Trump critics among the least popular senators in the country
The five least popular senators, according to a Morning Consult poll, have all clashed with President Trump.
Senate Majority Leader Mitch McConnell, R-Ky., leads the list with a 30 percent approval rating while a staggering 56 percent disapprove. Frequent Trump foil Sen. Jeff Flake, R-Ariz., comes next at 30 percent approval and 51 percent disapproval. Perhaps more surprisingly, Sen. John McCain, R-Ariz., has a 42 percent approval rating while 46 percent of Arizonans disapprove of his job performance. The next two are incumbents Trump and the GOP are actively targeting for defeat in November. Sen. Claire McCaskill, D-Mo., stands at 40 percent approval and 44 percent disapproval. Sen. Heidi Heitkamp, D-N.D., is deadlocked at 44 percent apiece.
McConnell and Trump have largely patched things up after the two sparred over the the Senate’s failure to repeal Obamacare and the general slow pace of legislative change. Trump helped pull the plug on his former White House chief strategist Steve Bannon’s project of primarying McConnell-friendly senators. Nevertheless, McConnell’s status as a party establishment figure and top membership of leadership means his unpopularity plays into Trump’s populist, anti-establishment appeal. Trump won Kentucky with 62 percent of the vote in 2016, running ahead of Sen. Rand Paul, R-Ky.
Flake has remained a regular Trump detractor within the Republican Party. He delivered an anti-Trump speech on the Senate floor, criticized him in a book and has often zinged him on Twitter. “[I]t is a testament to the condition of our democracy that our own president uses words infamously spoken by Josef Stalin to describe his enemies,” Flake said in his speech. “It bears noting that so fraught with malice was the phrase ‘enemy of the people,’ that even Nikita Khrushchev forbade its use, telling the Soviet Communist Party that the phrase had been introduced by Stalin for the purpose of ‘annihilating such individuals’ who disagreed with the supreme leader. Flake is retiring after the midterm elections, essentially driven from the Senate by Trump. His criticisms of the president tanked his numbers with Republicans without producing a corresponding bounce among Democrats and independents.
McCain has at times been even harsher. “Today’s press conference in Helsinki was one of the most disgraceful performances by an American president in memory,” the longtime senator said after Trump’s joint press conference with Russian President Vladimir Putin. “The damage inflicted by President Trump’s naiveté, egotism, false equivalence, and sympathy for autocrats is difficult to calculate. But it is clear that the summit in Helsinki was a tragic mistake.” For his part, Trump has engaged in highly personal criticism of McCain. During the campaign, he questioned the former POW’s status as a war hero, saying he preferred heroes who were not captured. Trump has continued to ding McCain, though usually not by name, for voting against an Obamacare repeal bill. A White House staffer made a disparaging remark about the senator’s health — McCain is suffering from a serious form of brain cancer and the staffer said he would probably be dead soon — without receiving a public rebuke.
Trump has campaigned against both McCaskill and Heitkamp in their home states. “We need Josh badly,” he said Tuesday of McCaskill’s likely Republican challenger, Missouri Attorney General Josh Hawley. "Heidi will vote 'no' to any pick we make to the Supreme Court," Trump said of Heitkamp, though the Democrat did vote to confirm Justice Neil Gorsuch.
The Morning Consult poll isn’t all good news for Trump. Ten of 12 vulnerable senators outperform the president in net approval rating, according to the survey. The two most popular governors are Republicans who haven’t been supportive of Trump. Massachusetts Gov. Charlie Baker has a 69 percent job approval rating while only 17 percent disapprove, positioning himself to be the first GOP governor to win in the Bay State by a big margin since Bill Weld was reelected with 71 percent of the vote in 1994. Maryland Gov. Larry Hogan is the next most popular, with a 68 percent approval rating and 17 percent disapproval.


Work instruction
Scanning the entries below, copy every line that contains the word "operation".

Data records:
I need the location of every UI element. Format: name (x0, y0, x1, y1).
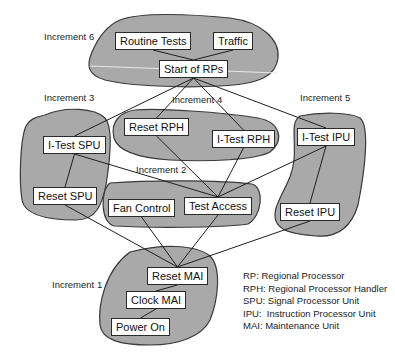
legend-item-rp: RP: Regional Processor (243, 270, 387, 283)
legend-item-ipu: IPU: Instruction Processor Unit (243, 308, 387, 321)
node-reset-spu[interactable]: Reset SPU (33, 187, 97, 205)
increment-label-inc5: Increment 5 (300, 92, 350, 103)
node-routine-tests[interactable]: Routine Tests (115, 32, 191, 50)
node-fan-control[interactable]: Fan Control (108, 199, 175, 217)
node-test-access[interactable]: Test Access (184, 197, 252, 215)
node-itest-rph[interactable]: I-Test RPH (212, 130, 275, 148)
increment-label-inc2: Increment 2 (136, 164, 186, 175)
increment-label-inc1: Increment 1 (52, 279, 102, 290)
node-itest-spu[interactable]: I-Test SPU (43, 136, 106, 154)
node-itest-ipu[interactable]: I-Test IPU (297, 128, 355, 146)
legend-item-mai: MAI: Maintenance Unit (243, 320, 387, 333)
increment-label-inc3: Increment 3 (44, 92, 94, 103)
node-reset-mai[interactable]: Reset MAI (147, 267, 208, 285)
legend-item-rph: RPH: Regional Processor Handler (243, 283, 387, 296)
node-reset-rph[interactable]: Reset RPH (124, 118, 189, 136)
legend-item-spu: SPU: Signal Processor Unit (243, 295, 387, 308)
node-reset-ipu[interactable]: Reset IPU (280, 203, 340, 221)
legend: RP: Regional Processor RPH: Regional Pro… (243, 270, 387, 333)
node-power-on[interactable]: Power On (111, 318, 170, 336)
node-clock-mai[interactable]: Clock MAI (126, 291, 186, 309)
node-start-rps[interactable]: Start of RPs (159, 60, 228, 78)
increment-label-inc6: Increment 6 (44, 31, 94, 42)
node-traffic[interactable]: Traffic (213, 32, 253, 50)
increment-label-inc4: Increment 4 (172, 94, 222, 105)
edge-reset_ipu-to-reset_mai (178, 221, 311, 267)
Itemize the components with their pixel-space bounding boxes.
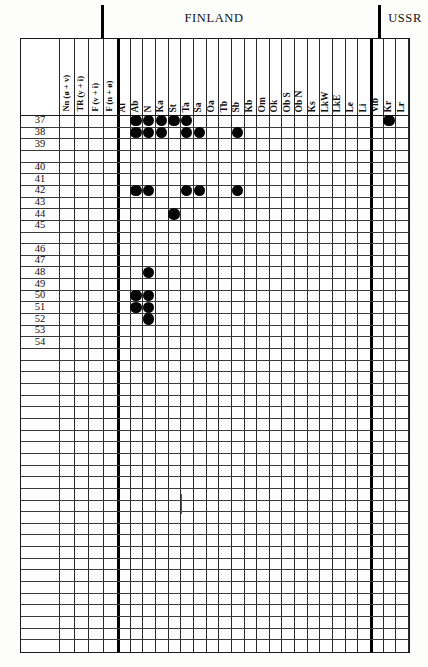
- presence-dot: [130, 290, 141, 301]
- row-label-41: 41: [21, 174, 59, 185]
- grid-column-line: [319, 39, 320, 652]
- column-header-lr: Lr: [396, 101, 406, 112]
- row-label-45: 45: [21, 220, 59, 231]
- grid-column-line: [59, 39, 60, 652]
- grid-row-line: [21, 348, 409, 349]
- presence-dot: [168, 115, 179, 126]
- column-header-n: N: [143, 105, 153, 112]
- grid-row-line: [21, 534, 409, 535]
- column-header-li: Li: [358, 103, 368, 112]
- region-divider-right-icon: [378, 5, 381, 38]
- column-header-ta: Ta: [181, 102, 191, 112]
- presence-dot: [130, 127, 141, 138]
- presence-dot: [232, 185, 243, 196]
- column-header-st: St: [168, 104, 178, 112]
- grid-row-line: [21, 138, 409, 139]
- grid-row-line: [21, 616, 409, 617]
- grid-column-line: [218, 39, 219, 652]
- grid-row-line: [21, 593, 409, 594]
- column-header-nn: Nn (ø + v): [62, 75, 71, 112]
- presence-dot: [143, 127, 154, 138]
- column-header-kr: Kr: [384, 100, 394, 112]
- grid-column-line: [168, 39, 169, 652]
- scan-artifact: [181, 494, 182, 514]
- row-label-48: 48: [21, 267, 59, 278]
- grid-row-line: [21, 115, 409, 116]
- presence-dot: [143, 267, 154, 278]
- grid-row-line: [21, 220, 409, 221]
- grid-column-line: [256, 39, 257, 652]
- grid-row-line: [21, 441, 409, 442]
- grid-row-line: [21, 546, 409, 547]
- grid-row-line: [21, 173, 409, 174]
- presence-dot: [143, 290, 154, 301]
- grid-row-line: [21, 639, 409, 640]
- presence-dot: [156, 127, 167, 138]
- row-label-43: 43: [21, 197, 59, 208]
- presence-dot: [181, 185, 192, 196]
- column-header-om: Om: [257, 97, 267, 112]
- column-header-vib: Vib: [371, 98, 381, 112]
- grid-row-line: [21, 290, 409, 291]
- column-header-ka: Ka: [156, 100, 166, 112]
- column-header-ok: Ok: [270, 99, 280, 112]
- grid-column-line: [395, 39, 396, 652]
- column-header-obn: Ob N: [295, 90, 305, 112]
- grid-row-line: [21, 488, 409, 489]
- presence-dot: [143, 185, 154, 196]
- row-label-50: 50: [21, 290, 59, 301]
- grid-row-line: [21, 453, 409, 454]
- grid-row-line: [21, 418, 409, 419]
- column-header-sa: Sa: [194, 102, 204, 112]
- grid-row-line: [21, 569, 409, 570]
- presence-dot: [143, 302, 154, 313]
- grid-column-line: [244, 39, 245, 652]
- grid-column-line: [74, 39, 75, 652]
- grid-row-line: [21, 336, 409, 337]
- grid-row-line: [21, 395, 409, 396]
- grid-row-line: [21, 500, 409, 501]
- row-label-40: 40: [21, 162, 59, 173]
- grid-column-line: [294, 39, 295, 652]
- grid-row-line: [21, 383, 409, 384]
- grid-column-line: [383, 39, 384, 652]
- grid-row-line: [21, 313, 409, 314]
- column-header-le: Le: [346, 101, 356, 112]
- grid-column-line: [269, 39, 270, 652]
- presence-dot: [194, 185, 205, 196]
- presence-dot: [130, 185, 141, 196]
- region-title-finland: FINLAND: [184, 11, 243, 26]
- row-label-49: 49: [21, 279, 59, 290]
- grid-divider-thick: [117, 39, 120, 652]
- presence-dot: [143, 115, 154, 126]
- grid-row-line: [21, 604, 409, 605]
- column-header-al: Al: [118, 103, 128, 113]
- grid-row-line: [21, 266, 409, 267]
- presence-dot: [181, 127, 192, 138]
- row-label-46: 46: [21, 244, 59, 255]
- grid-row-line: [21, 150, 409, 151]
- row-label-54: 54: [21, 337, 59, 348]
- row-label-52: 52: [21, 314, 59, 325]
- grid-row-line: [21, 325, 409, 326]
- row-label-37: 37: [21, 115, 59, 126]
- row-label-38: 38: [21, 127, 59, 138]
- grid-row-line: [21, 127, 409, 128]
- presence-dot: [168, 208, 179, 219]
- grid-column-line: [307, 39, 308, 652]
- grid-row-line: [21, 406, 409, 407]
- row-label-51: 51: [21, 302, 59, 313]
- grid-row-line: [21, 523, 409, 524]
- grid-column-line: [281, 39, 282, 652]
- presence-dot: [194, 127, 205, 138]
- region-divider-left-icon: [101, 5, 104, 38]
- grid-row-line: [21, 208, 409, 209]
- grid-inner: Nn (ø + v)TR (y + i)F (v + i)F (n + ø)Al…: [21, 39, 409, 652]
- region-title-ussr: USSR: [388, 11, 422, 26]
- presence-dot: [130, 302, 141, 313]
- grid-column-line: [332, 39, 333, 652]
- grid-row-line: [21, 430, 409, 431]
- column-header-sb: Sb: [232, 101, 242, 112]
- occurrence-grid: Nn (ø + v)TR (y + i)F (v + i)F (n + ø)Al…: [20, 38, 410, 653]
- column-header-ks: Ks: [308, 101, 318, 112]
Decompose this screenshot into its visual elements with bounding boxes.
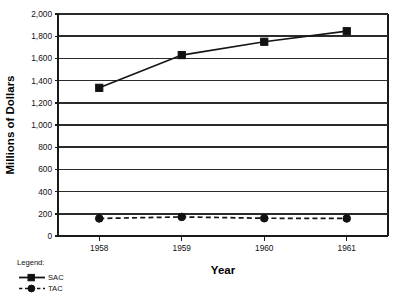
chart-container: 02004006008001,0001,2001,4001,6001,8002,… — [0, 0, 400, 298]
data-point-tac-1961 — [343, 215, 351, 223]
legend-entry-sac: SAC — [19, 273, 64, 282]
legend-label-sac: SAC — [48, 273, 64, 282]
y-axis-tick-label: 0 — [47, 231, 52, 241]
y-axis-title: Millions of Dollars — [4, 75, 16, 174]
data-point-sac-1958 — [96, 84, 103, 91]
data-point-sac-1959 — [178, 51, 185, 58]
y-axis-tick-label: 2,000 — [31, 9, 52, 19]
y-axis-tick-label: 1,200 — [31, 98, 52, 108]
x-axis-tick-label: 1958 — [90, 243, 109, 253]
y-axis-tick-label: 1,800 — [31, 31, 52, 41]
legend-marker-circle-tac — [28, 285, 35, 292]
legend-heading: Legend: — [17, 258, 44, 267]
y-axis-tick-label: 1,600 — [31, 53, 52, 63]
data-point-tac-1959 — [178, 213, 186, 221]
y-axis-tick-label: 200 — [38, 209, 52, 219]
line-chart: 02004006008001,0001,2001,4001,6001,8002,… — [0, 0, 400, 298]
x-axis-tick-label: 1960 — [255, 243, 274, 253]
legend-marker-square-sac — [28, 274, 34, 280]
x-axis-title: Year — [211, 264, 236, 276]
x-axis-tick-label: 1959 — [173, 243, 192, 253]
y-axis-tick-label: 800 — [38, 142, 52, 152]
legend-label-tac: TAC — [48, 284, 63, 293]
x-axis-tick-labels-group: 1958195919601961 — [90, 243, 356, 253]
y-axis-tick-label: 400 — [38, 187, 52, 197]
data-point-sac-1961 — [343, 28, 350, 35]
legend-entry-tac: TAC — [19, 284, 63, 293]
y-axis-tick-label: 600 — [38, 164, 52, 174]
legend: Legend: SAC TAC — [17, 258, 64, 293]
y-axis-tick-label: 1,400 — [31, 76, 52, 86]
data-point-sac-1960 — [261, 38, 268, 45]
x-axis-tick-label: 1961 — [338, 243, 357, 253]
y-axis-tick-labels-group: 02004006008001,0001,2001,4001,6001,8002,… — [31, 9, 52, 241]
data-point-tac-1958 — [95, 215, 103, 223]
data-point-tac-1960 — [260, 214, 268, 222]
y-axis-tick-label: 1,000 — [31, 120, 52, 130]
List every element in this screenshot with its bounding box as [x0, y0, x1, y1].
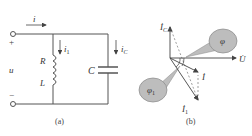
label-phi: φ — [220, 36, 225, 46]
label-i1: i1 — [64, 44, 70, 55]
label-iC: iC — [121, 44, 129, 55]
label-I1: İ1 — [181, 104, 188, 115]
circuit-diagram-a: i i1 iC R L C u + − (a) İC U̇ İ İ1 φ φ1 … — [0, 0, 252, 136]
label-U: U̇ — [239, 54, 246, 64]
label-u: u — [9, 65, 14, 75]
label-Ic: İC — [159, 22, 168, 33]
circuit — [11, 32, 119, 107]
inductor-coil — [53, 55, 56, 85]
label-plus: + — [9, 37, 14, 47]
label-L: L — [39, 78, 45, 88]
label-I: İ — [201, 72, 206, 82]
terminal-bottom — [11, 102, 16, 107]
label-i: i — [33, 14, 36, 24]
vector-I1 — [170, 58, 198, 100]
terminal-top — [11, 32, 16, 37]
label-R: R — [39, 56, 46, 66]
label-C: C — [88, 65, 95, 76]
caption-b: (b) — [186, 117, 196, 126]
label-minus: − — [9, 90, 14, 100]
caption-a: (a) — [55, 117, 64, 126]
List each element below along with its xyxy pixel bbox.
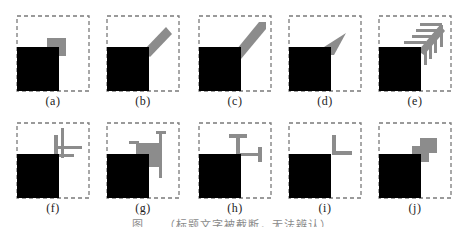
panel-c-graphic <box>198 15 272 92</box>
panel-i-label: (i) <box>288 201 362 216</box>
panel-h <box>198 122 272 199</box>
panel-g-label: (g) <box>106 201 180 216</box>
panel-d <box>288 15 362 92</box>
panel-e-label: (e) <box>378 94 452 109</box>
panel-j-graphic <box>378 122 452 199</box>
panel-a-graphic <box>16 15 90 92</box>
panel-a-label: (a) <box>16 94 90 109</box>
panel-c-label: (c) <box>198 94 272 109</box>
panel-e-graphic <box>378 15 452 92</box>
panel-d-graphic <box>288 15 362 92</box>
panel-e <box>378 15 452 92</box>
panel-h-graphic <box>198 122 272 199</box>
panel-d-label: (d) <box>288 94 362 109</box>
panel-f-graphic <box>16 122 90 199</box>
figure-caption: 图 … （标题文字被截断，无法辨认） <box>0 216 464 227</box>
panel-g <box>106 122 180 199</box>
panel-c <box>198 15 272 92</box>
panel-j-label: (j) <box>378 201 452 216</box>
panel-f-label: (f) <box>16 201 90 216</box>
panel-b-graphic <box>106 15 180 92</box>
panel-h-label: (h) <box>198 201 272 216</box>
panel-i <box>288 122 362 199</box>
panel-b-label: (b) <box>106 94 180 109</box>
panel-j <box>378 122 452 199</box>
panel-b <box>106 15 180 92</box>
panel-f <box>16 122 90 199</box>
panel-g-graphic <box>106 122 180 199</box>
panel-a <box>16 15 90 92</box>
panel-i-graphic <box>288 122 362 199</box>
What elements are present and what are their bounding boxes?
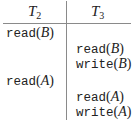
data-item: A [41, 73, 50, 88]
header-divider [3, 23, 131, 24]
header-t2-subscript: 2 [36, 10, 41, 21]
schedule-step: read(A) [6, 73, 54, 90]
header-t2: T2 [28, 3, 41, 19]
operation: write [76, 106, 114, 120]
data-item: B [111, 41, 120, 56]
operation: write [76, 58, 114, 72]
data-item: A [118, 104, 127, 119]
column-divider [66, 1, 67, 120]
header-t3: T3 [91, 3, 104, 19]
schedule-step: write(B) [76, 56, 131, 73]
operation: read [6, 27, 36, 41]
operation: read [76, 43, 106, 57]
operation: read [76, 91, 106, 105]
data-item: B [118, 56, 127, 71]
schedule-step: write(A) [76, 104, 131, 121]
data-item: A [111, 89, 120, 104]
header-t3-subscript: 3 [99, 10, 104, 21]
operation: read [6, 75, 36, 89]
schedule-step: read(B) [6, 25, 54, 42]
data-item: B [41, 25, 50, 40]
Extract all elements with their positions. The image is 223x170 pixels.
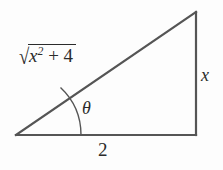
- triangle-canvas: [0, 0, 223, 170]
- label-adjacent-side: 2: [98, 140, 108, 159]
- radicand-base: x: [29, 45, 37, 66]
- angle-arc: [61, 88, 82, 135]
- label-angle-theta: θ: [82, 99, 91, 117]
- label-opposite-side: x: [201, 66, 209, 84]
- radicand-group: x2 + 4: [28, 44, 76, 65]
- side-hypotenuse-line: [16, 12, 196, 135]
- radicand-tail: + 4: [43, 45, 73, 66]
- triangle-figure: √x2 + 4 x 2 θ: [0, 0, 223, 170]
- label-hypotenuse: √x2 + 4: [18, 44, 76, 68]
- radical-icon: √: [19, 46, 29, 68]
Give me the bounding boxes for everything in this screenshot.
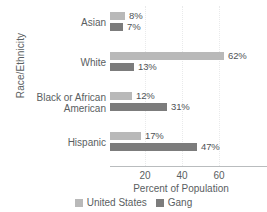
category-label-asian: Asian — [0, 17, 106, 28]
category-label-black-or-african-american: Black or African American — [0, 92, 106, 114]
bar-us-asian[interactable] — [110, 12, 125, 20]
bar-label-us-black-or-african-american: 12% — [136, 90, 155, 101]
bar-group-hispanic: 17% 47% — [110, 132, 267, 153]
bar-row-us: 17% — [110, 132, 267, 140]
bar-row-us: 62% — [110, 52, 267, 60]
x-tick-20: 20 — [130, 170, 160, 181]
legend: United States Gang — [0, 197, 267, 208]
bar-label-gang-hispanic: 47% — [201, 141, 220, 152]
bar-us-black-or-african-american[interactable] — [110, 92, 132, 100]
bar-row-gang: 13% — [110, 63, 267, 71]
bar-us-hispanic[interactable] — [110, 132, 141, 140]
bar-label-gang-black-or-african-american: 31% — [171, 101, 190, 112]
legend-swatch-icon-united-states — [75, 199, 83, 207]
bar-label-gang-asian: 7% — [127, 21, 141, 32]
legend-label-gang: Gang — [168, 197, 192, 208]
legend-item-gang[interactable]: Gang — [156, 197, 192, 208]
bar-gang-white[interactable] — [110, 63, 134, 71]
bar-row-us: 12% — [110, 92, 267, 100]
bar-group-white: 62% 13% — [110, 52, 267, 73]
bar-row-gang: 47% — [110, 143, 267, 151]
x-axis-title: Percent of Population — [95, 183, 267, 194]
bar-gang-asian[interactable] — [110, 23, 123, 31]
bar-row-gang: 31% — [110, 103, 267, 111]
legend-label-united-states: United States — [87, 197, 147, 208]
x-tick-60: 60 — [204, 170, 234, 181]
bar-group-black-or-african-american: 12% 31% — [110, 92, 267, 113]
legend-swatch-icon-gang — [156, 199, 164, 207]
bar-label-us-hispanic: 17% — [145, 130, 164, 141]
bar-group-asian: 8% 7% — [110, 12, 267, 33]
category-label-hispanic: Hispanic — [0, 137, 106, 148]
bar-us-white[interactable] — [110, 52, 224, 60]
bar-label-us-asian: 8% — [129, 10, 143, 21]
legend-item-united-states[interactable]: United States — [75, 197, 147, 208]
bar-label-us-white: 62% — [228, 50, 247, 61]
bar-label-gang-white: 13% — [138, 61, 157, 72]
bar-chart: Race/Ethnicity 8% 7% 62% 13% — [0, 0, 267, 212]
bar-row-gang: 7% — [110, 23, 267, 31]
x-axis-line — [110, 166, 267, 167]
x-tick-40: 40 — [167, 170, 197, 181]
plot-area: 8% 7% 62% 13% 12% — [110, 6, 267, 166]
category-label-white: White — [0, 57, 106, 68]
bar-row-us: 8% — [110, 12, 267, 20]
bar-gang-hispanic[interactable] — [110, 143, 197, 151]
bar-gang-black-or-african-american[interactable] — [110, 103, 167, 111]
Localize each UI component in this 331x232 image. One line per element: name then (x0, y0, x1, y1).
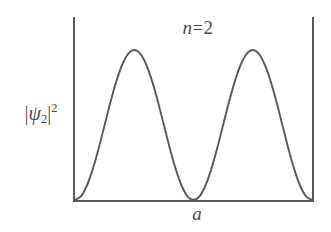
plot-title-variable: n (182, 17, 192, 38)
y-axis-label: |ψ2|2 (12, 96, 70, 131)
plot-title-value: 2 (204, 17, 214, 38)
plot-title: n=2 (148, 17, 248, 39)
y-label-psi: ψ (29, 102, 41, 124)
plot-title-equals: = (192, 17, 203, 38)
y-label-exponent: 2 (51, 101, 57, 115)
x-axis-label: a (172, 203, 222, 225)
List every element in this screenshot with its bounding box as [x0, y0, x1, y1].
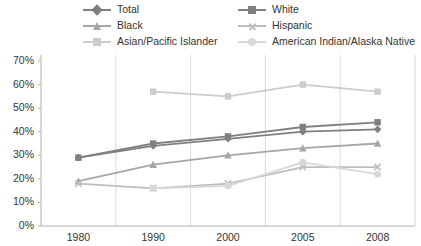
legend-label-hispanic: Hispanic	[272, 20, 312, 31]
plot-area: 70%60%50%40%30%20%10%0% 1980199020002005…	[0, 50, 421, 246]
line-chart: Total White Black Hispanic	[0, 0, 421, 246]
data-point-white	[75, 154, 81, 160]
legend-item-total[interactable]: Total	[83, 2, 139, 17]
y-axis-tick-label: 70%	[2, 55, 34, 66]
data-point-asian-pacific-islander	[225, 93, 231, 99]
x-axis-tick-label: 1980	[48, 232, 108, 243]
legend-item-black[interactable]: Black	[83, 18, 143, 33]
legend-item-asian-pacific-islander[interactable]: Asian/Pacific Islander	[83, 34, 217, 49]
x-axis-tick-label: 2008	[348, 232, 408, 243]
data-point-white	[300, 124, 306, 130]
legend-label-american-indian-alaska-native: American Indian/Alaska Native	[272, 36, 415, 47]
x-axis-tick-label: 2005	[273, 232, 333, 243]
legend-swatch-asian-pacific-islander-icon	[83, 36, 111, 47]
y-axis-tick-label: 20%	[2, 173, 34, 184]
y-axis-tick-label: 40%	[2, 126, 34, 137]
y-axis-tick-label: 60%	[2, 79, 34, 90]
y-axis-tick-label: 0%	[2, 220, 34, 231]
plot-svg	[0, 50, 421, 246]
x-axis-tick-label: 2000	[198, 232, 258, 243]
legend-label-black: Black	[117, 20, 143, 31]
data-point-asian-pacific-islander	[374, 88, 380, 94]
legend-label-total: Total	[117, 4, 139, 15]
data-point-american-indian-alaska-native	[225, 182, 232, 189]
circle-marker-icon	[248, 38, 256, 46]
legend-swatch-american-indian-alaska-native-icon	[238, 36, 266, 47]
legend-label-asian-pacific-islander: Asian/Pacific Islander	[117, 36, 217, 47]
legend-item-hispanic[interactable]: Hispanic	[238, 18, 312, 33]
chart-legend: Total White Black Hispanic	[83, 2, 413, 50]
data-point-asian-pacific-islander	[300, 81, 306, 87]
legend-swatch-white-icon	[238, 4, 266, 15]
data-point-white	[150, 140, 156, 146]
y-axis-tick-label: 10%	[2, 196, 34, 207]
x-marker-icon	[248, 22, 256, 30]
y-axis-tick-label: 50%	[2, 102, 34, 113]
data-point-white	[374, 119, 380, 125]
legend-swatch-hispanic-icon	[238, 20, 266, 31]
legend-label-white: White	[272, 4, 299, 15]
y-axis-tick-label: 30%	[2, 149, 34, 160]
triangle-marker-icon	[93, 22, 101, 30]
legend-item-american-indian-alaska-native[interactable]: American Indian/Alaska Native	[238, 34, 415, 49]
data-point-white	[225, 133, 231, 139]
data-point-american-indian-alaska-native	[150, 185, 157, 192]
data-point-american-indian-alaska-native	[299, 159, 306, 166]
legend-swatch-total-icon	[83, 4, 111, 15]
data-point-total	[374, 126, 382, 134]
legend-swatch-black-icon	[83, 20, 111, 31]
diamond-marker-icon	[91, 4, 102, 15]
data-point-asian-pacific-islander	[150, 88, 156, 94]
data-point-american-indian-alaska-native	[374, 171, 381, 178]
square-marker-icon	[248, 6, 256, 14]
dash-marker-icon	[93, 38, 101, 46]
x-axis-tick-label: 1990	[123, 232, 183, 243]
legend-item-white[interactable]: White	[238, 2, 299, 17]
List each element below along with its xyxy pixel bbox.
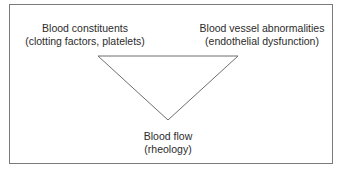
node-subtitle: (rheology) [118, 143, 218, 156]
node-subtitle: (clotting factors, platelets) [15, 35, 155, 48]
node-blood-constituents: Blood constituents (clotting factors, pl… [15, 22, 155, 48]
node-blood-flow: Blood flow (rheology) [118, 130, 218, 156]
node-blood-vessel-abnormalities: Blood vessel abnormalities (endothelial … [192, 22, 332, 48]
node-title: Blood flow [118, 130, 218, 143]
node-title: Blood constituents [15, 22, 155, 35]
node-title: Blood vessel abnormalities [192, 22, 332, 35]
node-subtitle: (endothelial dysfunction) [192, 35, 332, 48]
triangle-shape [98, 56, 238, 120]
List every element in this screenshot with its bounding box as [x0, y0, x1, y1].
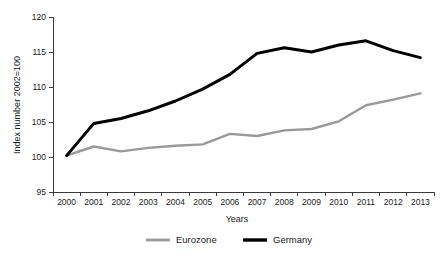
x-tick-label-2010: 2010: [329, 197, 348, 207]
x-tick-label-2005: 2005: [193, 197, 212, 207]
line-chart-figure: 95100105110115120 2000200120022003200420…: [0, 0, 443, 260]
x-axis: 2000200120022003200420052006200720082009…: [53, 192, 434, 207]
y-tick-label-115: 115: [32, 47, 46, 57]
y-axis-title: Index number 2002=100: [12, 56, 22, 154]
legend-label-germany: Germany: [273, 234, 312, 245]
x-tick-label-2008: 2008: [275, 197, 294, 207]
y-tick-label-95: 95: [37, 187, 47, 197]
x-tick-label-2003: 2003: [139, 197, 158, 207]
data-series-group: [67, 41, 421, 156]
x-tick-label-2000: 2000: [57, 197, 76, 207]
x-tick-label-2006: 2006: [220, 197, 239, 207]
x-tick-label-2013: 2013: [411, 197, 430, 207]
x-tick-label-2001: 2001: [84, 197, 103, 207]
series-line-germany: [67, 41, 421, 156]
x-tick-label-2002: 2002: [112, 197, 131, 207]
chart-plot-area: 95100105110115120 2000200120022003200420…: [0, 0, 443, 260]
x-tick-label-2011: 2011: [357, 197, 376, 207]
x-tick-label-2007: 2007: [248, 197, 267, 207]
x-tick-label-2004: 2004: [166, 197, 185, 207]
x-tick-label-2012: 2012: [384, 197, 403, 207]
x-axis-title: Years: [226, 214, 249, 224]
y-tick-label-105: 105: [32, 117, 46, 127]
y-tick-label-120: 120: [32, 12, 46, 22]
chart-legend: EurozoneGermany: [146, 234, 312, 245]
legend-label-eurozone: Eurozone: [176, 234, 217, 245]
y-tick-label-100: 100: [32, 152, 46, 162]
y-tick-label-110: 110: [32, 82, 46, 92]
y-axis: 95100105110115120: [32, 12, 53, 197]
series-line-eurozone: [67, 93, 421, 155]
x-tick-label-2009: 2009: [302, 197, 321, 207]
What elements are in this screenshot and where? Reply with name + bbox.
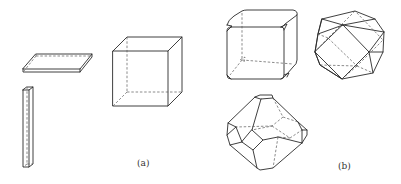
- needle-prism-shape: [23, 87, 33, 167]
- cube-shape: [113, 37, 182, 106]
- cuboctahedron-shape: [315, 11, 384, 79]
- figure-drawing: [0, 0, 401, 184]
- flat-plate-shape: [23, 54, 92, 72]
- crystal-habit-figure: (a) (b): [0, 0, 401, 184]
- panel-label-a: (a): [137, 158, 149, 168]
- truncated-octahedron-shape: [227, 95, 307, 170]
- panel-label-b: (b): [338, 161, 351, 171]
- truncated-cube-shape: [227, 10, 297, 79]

Exercise solution
operation: write [76, 106, 114, 120]
operation: write [76, 58, 114, 72]
operation: read [6, 27, 36, 41]
operation: read [76, 43, 106, 57]
operation: read [76, 91, 106, 105]
operation: read [6, 75, 36, 89]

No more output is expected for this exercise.